Monday, April 4, 2022

The American political and social divide is deepening

It looks like what we are experiencing socially and politically is a new normal that will persist for a long time, maybe many decades. What is happening is deep mindset drift in two apparently opposite directions. Two different realities, identities and, in view of the deceit and false beliefs that accompany the radical right mindset, alleged moralities are emerging and crystallizing.



The New York Times writes on more evidence of what appears to be a growing, probably irreparable mindset split:
After the governor of Texas ordered state agencies to investigate parents for child abuse if they provide certain medical treatments to their transgender children, California lawmakers proposed a law making the state a refuge for transgender youths and their families.

When Idaho proposed a ban on abortions that empowers relatives to sue anyone who helps terminate a pregnancy after six weeks, nearby Oregon approved $15 million to help cover the abortion expenses of patients from out-of-state.

As Republican activists aggressively pursue conservative social policies in state legislatures across the country, liberal states are taking defensive actions. Spurred by a U.S. Supreme Court that is expected to soon upend an array of longstanding rights, including the constitutional right to abortion, left-leaning lawmakers from Washington to Vermont have begun to expand access to abortion, bolster voting rights and denounce laws in conservative states targeting L.G.B.T.Q. minors.

The flurry of action, particularly in the West, is intensifying already marked differences between life in liberal- and conservative-led parts of the country. And it’s a sign of the consequences when state governments are controlled increasingly by single parties. Control of legislative chambers is split between parties now in two states — Minnesota and Virginia — compared with 15 states 30 years ago.

“We’re further and further polarizing and fragmenting, so that blue states and red states are becoming not only a little different but radically different,” said Jon Michaels, a law professor who studies government at the University of California, Los Angeles.

Americans have been sorting into opposing partisan camps for at least a generation, choosing more and more to live among like-minded neighbors, while legislatures, through gerrymandering, are reinforcing their states’ political identities by solidifying one-party rule.

“As states become more red or blue, it’s politically easier for them to pass legislation,” said Ryan D. Enos, a Harvard political scientist who studies partisan segregation. “Does that create a feedback loop where more sorting happens? That’s the part we don’t know yet.”

With some 30 legislatures in Republican hands, conservative lawmakers, working in many cases with shared legislative language, have begun to enact a tsunami of restrictions that for years were blocked by Democrats and moderate Republicans at the federal level. A recent wave of anti-abortion bills, for instance, has been the largest since the landmark 1973 decision in Roe v. Wade.   
Similar moves have recently been aimed at L.G.B.T.Q. protections and voting rights. In Florida and Texas, teams of “election police” have been created to crack down on the rare crime of voter fraud, fallout from former President Donald J. Trump’s specious claims after he lost the 2020 presidential election.  
Carrying concealed guns without a permit is now legal in nearly half of the country. “Bounty” laws — enforced not by governments, which can be sued in federal court, but by rewards to private citizens for filing lawsuits — have proliferated on issues from classroom speech to vaccination since the U.S. Supreme Court declined to strike down the legal tactic in Texas.
From what I can tell, as long as the radical right rank and file remain in the thrall of the propaganda, lies and slanders the elites have trapped them in, nothing is going to change for the better. Loss of liberty, respect for truth and democracy will all be cynically painted as victories for liberty, respect for truth and democracy. All of it is dark free speech, so there is nothing that can or will be done to stop the neo-fascist poison from continuing to flow and gain strength.

Most of the business community has slipped quietly back into line with the Republican Party and is now on the side of American fascism. That is the case despite big corporation propaganda asserting otherwise. The press looks to be too weak, inept and subverted by the profit motive to make much difference any more. Voters are the last line of defense, and as polling seems to indicate, they are more on the side to the neo-fascists than the democrats. Inflation is too Biden's fault, Biden is too sleepy and demented, etc., is what just might dismantle what's left of democracy, the rule of law and the civil liberties we enjoy now.

My personal assessment: ~80% of the blame goes to the Republican Party, laissez-faire capitalism, Christian nationalism and their endless cataclysm of lies, deceit, irrational emotional manipulation and vicious motivated reasoning. The other ~20% goes to everything and everyone else.


Question: Is it irrational or otherwise unreasonable to assign a ~80:20 responsibility split, e.g., because the Republican Party and conservatives are patriots and truth tellers who stand for democracy, truth, the rule of law and civil liberties, not the lying, thieving, tyrannical, socialist, communist, fascist, deep state, red flag, White people and free speech canceling, Christianity-outlawing Democrats and liberals?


Problem details ▸ From the data below, give the number of lines holding the word "screenshot", with nothing else added.

Segment Start: Information

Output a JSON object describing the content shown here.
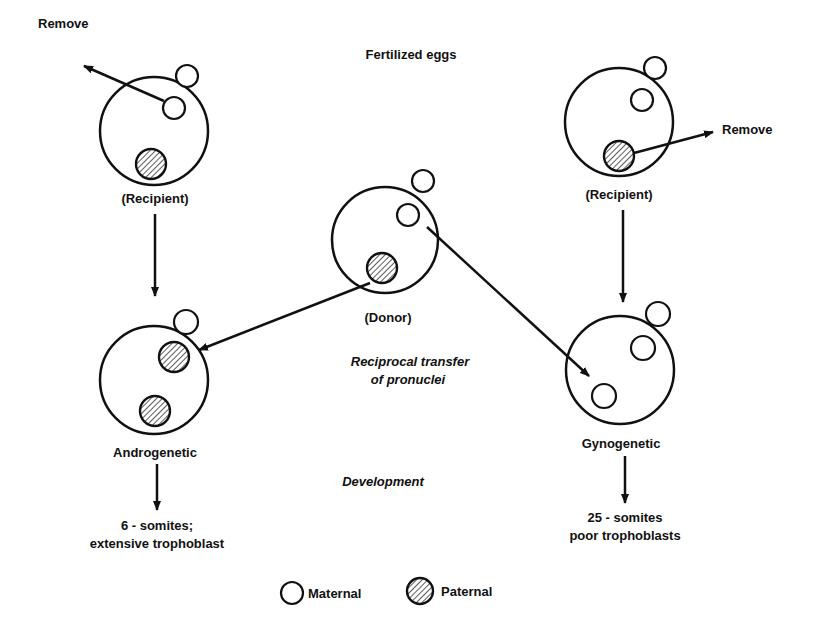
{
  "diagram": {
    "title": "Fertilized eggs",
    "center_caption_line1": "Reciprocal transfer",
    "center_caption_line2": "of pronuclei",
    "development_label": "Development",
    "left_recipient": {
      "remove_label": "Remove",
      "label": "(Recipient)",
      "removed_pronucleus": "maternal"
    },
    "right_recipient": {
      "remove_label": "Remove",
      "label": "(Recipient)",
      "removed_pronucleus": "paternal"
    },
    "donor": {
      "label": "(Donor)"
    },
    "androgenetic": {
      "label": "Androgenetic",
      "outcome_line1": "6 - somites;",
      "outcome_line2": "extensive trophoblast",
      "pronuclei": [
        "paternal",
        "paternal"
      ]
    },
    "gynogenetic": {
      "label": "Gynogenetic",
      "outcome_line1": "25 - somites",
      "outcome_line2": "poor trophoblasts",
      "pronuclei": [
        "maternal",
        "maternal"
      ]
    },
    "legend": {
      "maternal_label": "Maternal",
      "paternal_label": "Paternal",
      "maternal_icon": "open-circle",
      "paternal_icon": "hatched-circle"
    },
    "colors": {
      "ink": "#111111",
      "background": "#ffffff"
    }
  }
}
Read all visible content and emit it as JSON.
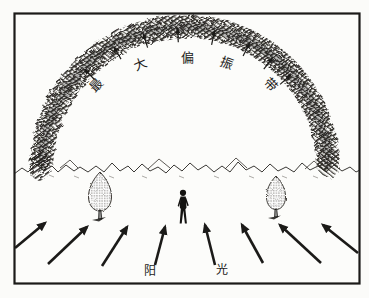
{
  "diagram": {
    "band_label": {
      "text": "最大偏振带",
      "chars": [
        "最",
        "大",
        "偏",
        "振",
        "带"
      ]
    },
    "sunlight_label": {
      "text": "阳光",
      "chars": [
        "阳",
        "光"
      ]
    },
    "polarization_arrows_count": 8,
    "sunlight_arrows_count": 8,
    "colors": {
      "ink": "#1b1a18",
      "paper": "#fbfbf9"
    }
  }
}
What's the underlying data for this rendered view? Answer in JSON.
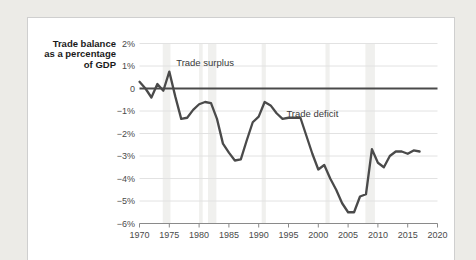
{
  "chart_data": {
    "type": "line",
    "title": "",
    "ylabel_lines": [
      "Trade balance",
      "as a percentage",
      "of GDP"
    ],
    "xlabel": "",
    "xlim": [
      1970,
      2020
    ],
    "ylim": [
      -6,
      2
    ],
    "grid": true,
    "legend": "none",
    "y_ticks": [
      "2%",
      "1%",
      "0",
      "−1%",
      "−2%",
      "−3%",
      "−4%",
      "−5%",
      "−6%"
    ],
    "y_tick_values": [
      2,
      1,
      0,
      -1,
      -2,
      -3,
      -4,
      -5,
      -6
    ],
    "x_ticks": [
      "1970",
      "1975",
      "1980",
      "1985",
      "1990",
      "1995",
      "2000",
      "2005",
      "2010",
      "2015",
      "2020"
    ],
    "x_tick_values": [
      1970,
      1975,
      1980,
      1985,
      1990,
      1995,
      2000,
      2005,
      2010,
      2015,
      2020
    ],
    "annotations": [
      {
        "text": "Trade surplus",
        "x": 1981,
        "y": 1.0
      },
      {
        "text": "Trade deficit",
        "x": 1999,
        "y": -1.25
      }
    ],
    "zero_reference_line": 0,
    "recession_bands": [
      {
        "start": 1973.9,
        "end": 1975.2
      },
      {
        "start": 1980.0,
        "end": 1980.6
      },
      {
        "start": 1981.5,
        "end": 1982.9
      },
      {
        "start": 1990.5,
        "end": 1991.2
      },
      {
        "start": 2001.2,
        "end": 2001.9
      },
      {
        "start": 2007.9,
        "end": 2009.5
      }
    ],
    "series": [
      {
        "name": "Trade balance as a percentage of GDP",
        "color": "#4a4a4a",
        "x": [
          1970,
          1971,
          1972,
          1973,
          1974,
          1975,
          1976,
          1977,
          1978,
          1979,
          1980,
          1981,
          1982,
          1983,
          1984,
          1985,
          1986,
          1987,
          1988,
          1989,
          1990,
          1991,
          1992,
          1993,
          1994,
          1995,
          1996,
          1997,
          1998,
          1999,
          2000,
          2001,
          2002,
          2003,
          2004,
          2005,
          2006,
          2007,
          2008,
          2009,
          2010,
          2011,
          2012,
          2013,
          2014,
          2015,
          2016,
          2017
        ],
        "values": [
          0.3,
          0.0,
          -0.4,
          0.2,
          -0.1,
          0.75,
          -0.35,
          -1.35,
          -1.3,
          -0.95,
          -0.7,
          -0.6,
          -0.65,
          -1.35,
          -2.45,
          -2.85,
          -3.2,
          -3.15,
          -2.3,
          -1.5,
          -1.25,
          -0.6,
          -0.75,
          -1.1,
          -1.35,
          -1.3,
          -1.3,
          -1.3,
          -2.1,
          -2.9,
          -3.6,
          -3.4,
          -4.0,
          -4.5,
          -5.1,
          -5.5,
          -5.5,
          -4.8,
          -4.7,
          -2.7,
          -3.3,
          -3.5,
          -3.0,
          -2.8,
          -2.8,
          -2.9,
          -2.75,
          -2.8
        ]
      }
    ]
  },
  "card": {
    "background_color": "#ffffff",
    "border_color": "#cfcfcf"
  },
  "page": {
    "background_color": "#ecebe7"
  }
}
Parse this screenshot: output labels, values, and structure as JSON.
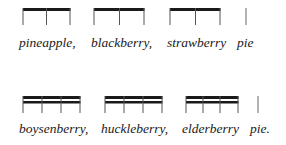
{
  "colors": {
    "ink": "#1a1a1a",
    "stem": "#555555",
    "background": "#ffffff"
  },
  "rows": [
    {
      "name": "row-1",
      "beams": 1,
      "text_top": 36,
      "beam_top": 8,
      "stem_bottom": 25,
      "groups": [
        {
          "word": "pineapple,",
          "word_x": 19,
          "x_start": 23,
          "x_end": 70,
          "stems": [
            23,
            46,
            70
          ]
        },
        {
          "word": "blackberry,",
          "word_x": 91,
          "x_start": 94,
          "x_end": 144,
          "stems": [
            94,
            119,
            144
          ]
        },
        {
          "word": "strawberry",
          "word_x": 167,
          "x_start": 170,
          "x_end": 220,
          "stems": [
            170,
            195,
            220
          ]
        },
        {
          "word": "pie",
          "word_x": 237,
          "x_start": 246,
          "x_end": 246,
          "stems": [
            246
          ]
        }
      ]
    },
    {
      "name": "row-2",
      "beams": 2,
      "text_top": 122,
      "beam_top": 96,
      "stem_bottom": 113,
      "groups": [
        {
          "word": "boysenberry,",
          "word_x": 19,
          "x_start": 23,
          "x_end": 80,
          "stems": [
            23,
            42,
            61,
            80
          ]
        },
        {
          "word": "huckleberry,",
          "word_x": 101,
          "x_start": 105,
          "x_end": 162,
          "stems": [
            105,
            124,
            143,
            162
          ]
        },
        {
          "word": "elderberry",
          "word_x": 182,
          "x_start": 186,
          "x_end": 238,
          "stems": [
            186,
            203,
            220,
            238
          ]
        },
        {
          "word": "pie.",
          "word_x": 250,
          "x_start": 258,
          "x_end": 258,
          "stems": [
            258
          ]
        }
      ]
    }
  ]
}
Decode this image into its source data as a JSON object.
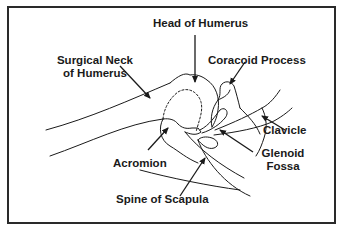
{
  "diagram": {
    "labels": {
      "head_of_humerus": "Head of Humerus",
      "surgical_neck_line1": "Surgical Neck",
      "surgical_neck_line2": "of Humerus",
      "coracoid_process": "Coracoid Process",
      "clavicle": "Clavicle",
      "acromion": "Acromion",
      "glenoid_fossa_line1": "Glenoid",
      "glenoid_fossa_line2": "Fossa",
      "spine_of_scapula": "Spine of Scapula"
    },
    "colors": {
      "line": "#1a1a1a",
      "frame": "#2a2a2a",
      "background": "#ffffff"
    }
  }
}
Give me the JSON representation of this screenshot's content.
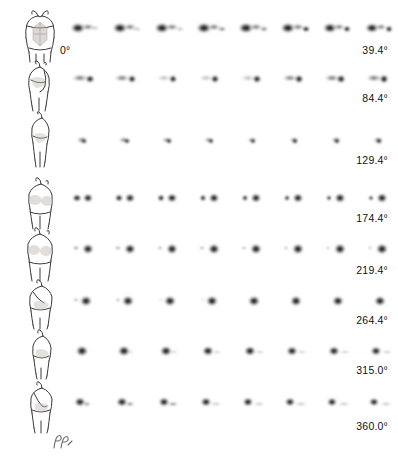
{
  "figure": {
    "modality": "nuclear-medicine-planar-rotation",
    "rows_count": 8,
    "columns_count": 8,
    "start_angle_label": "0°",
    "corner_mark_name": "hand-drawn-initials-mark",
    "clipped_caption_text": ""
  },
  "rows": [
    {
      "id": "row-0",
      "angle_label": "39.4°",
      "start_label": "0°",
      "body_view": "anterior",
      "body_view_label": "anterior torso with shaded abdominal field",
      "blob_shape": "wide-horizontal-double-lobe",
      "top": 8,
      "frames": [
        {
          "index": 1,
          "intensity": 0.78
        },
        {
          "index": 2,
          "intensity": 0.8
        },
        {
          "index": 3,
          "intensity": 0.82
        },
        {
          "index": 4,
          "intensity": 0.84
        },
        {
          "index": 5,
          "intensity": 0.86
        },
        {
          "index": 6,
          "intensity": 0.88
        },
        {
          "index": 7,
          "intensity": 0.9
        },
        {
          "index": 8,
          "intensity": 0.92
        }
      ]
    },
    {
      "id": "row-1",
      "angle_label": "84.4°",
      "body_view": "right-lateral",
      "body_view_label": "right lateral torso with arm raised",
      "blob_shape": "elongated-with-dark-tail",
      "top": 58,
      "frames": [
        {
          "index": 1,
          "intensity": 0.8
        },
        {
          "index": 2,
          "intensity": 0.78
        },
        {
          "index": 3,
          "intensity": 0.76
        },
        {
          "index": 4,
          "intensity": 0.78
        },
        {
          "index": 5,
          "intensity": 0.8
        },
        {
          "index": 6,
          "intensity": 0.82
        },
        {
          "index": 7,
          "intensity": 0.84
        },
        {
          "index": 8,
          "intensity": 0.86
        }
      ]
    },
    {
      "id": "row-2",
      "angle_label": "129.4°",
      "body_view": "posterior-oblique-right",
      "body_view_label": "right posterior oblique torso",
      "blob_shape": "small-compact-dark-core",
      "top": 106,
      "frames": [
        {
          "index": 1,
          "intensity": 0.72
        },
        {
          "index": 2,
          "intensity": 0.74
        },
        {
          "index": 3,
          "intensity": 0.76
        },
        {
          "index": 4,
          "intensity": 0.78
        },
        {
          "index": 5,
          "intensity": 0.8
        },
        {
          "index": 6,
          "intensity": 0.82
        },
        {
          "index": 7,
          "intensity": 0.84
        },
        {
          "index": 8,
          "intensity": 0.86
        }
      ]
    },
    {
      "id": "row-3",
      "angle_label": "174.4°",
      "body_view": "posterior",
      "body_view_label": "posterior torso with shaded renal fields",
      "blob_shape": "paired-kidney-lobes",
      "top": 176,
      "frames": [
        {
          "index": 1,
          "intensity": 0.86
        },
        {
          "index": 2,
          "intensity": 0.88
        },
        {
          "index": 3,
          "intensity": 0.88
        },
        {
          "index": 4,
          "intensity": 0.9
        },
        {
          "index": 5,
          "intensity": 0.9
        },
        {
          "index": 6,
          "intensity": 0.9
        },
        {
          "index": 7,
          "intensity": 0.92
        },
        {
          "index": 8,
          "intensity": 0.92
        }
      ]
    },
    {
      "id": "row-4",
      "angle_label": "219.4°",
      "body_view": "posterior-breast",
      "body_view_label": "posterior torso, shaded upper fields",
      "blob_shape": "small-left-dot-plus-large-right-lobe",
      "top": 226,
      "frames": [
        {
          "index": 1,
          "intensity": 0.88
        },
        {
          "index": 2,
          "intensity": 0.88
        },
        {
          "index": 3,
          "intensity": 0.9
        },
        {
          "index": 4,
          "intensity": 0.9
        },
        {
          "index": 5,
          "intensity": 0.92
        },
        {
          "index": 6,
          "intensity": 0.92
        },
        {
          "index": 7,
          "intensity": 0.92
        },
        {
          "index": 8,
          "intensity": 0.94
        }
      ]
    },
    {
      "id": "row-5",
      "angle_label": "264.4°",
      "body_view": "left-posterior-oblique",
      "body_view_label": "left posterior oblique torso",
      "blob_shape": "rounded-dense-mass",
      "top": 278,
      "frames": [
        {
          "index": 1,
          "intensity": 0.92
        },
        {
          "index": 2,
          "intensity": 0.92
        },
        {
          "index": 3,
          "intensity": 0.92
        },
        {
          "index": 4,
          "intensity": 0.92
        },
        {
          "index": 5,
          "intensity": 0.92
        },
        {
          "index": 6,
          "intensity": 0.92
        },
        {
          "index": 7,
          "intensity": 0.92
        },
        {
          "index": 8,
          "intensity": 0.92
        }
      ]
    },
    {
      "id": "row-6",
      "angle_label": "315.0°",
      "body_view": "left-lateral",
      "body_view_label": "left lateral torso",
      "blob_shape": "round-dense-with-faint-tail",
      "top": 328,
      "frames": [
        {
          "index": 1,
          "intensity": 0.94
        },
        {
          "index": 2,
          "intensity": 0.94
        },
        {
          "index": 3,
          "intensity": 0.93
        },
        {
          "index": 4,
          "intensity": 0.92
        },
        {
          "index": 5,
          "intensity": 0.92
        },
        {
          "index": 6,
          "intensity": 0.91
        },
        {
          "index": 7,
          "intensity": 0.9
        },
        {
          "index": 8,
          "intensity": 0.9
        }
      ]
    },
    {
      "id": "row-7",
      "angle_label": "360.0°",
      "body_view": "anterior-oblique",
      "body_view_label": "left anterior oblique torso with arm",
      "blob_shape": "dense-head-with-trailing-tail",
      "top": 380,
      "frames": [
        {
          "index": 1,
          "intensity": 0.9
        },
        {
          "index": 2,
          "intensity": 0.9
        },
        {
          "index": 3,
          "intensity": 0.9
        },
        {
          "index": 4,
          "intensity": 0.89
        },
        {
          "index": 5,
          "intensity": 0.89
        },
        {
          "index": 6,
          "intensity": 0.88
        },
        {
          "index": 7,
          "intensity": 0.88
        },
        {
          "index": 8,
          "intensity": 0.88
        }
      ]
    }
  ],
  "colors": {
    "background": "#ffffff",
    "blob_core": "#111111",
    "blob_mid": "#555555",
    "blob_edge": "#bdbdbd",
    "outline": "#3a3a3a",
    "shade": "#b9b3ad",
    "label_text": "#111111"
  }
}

Segment End: Information

Result for this exercise ▸ 2